What is it?
Behavioral health refers to how a person’s daily habits affect their mind, body, and spirit. Examples of these habits are one’s drinking and eating patterns, exercising, and addictive behavior. Good health involves engaging in actions that promote physical and mental balance. It may mean following an exercise routine religiously, eating healthily, and managing existing conditions in the body.
How is it different from mental health?
Behavioral health is an overall term that encompasses mental health. Its distinguishing factor is that it takes behavioral factors or patterns into consideration in determining physical, mental, and emotional issues affecting a person. For example, to understand how to address a person’s obesity, you need an insight into how their behaviors (which are part of physical health) lead to it.
Additionally, behavioral health is a connection between both the body and mind’s health and well-being. It is holistic in nature as it focuses on the whole body. This is opposed to mental health that specifically relates to one area of it, that is, the mind. An example is depression, which has no physical signs.
Not that behavioral health conditions are mostly affected by sociological or external factors. As for mental disorders, internal physiological or psychological factors cause them.
Who can benefit from behavioral health?
Anyone who engages in maladaptive behaviors that negatively affect their mental or physical conditions. These people exhibit behavioral health disorders as a result of a pattern of destructive behavior over time. Examples of these disorders include:
- Substance abuse
- Self-injury
- ADHD
- Addiction to sex or gambling among others
- Post-traumatic Stress (PTSD)
- Eating disorders
- Bipolar
- Social isolation
Others who require behavioral health services include those in need of psychiatric care, marriage or family counseling, chronic disease management, and prevention, intervention, or treatment of substance abuse. Both children and adults can benefit from therapy. Even individuals with depression, anxiety, anger problems, or panic disorders stand to gain from it.
Contact Washington Health Institute for care for your chronic infectious disease or for your primary care. If you have concerns with your oral health, talk to your doctor. With the proper care and management, we can help you live a long healthy life.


TASK ITEM. Give the data again in its entirety, exactly as provided.

SOURCE DATA.
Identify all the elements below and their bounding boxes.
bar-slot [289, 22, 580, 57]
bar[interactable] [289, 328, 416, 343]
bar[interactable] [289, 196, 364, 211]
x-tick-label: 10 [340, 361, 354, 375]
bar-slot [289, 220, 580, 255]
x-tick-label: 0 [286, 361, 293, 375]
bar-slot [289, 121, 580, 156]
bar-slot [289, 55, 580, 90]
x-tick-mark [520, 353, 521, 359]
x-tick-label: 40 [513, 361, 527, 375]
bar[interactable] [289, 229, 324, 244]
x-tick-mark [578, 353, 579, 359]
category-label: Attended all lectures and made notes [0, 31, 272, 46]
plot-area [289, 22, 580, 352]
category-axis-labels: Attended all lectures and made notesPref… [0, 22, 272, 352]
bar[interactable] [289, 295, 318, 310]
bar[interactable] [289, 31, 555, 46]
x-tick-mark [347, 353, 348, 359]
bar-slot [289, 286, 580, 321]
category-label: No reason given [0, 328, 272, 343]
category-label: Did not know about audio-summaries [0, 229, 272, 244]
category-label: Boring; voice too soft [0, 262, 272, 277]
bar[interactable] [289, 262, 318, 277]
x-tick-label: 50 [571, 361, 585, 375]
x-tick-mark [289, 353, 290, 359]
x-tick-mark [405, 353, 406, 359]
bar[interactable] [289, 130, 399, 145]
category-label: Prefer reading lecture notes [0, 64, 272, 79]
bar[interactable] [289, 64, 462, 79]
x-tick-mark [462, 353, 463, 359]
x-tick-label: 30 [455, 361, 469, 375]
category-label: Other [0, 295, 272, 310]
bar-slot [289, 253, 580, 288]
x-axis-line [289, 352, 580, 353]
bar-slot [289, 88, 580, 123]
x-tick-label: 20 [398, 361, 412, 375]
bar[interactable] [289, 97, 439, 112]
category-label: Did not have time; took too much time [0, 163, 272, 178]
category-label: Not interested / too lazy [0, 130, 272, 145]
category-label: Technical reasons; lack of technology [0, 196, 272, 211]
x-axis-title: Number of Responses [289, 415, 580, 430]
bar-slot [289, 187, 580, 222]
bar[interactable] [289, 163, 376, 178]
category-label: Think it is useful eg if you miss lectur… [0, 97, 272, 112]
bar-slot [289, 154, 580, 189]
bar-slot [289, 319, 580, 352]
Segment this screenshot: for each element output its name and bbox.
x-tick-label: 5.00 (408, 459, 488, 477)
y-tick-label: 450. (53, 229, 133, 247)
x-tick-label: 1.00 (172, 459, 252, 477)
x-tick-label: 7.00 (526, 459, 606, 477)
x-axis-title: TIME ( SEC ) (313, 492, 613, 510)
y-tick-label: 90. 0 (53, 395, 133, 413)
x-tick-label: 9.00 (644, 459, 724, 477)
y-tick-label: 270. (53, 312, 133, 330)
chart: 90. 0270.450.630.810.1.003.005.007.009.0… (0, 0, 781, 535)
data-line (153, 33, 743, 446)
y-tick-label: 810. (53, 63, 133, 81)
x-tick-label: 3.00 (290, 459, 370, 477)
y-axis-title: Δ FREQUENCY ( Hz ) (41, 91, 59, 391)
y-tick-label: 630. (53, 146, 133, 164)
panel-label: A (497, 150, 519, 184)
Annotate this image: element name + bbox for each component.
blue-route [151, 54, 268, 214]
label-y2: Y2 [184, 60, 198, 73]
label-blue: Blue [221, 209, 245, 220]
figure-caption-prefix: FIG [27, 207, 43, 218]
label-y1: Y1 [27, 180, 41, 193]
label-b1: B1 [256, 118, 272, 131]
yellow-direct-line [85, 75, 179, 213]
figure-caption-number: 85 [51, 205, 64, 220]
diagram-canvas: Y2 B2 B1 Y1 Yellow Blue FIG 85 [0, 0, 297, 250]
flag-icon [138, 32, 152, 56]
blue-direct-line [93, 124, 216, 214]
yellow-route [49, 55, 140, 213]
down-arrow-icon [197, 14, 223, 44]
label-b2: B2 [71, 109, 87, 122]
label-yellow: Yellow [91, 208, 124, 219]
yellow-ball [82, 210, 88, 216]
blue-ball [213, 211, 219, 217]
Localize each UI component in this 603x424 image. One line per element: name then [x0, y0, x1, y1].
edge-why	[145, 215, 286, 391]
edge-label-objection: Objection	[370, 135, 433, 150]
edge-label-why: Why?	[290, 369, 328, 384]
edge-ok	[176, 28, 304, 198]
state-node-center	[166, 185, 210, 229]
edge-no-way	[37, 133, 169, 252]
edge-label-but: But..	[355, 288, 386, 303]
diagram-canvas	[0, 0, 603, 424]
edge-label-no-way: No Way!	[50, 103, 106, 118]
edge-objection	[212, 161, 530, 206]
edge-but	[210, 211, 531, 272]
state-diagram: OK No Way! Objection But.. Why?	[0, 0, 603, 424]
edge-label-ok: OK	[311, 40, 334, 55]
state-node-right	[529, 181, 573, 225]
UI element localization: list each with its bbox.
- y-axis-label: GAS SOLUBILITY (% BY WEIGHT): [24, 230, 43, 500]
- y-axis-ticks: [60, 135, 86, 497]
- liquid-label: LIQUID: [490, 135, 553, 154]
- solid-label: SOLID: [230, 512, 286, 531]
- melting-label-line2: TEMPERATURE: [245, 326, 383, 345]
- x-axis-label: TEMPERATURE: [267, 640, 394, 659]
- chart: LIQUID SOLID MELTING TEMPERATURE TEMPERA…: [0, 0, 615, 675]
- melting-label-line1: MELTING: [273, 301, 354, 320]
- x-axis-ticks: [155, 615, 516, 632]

TASK RESULT.
Identify all the elements below and their bounding boxes.
bar-slot [289, 22, 580, 57]
bar[interactable] [289, 328, 416, 343]
bar[interactable] [289, 196, 364, 211]
x-tick-label: 10 [340, 361, 354, 375]
bar-slot [289, 220, 580, 255]
x-tick-label: 0 [286, 361, 293, 375]
bar-slot [289, 121, 580, 156]
bar-slot [289, 55, 580, 90]
x-tick-mark [520, 353, 521, 359]
x-tick-label: 40 [513, 361, 527, 375]
bar[interactable] [289, 229, 324, 244]
x-tick-mark [578, 353, 579, 359]
category-label: Attended all lectures and made notes [0, 31, 272, 46]
plot-area [289, 22, 580, 352]
category-axis-labels: Attended all lectures and made notesPref… [0, 22, 272, 352]
bar[interactable] [289, 295, 318, 310]
bar[interactable] [289, 31, 555, 46]
x-tick-mark [347, 353, 348, 359]
bar-slot [289, 286, 580, 321]
category-label: No reason given [0, 328, 272, 343]
category-label: Did not know about audio-summaries [0, 229, 272, 244]
category-label: Boring; voice too soft [0, 262, 272, 277]
bar[interactable] [289, 262, 318, 277]
x-tick-label: 50 [571, 361, 585, 375]
x-tick-mark [289, 353, 290, 359]
x-tick-mark [405, 353, 406, 359]
bar[interactable] [289, 130, 399, 145]
category-label: Prefer reading lecture notes [0, 64, 272, 79]
bar[interactable] [289, 64, 462, 79]
x-tick-mark [462, 353, 463, 359]
x-tick-label: 30 [455, 361, 469, 375]
category-label: Other [0, 295, 272, 310]
bar-slot [289, 253, 580, 288]
x-axis-line [289, 352, 580, 353]
bar-slot [289, 88, 580, 123]
x-tick-label: 20 [398, 361, 412, 375]
bar[interactable] [289, 97, 439, 112]
category-label: Did not have time; took too much time [0, 163, 272, 178]
category-label: Not interested / too lazy [0, 130, 272, 145]
category-label: Technical reasons; lack of technology [0, 196, 272, 211]
x-axis-title: Number of Responses [289, 415, 580, 430]
bar-slot [289, 187, 580, 222]
bar[interactable] [289, 163, 376, 178]
category-label: Think it is useful eg if you miss lectur… [0, 97, 272, 112]
bar-slot [289, 154, 580, 189]
bar-slot [289, 319, 580, 352]
Segment this screenshot: for each element output its name and bbox.
x-tick-label: 5.00 (408, 459, 488, 477)
y-tick-label: 450. (53, 229, 133, 247)
x-tick-label: 1.00 (172, 459, 252, 477)
x-tick-label: 7.00 (526, 459, 606, 477)
x-axis-title: TIME ( SEC ) (313, 492, 613, 510)
y-tick-label: 90. 0 (53, 395, 133, 413)
x-tick-label: 9.00 (644, 459, 724, 477)
y-tick-label: 270. (53, 312, 133, 330)
chart: 90. 0270.450.630.810.1.003.005.007.009.0… (0, 0, 781, 535)
data-line (153, 33, 743, 446)
y-tick-label: 810. (53, 63, 133, 81)
x-tick-label: 3.00 (290, 459, 370, 477)
y-axis-title: Δ FREQUENCY ( Hz ) (41, 91, 59, 391)
y-tick-label: 630. (53, 146, 133, 164)
panel-label: A (497, 150, 519, 184)
Annotate this image: element name + bbox for each component.
blue-route [151, 54, 268, 214]
label-y2: Y2 [184, 60, 198, 73]
label-blue: Blue [221, 209, 245, 220]
figure-caption-prefix: FIG [27, 207, 43, 218]
label-y1: Y1 [27, 180, 41, 193]
label-b1: B1 [256, 118, 272, 131]
yellow-direct-line [85, 75, 179, 213]
figure-caption-number: 85 [51, 205, 64, 220]
diagram-canvas: Y2 B2 B1 Y1 Yellow Blue FIG 85 [0, 0, 297, 250]
flag-icon [138, 32, 152, 56]
blue-direct-line [93, 124, 216, 214]
yellow-route [49, 55, 140, 213]
down-arrow-icon [197, 14, 223, 44]
label-b2: B2 [71, 109, 87, 122]
label-yellow: Yellow [91, 208, 124, 219]
yellow-ball [82, 210, 88, 216]
blue-ball [213, 211, 219, 217]
Localize each UI component in this 603x424 image. One line per element: name then [x0, y0, x1, y1].
edge-why	[145, 215, 286, 391]
edge-label-objection: Objection	[370, 135, 433, 150]
edge-label-why: Why?	[290, 369, 328, 384]
edge-ok	[176, 28, 304, 198]
state-node-center	[166, 185, 210, 229]
edge-no-way	[37, 133, 169, 252]
edge-label-but: But..	[355, 288, 386, 303]
diagram-canvas	[0, 0, 603, 424]
edge-label-no-way: No Way!	[50, 103, 106, 118]
edge-objection	[212, 161, 530, 206]
edge-but	[210, 211, 531, 272]
state-diagram: OK No Way! Objection But.. Why?	[0, 0, 603, 424]
edge-label-ok: OK	[311, 40, 334, 55]
state-node-right	[529, 181, 573, 225]
UI element localization: list each with its bbox.
- y-axis-label: GAS SOLUBILITY (% BY WEIGHT): [24, 230, 43, 500]
- y-axis-ticks: [60, 135, 86, 497]
- liquid-label: LIQUID: [490, 135, 553, 154]
- solid-label: SOLID: [230, 512, 286, 531]
- melting-label-line2: TEMPERATURE: [245, 326, 383, 345]
- x-axis-label: TEMPERATURE: [267, 640, 394, 659]
- chart: LIQUID SOLID MELTING TEMPERATURE TEMPERA…: [0, 0, 615, 675]
- melting-label-line1: MELTING: [273, 301, 354, 320]
- x-axis-ticks: [155, 615, 516, 632]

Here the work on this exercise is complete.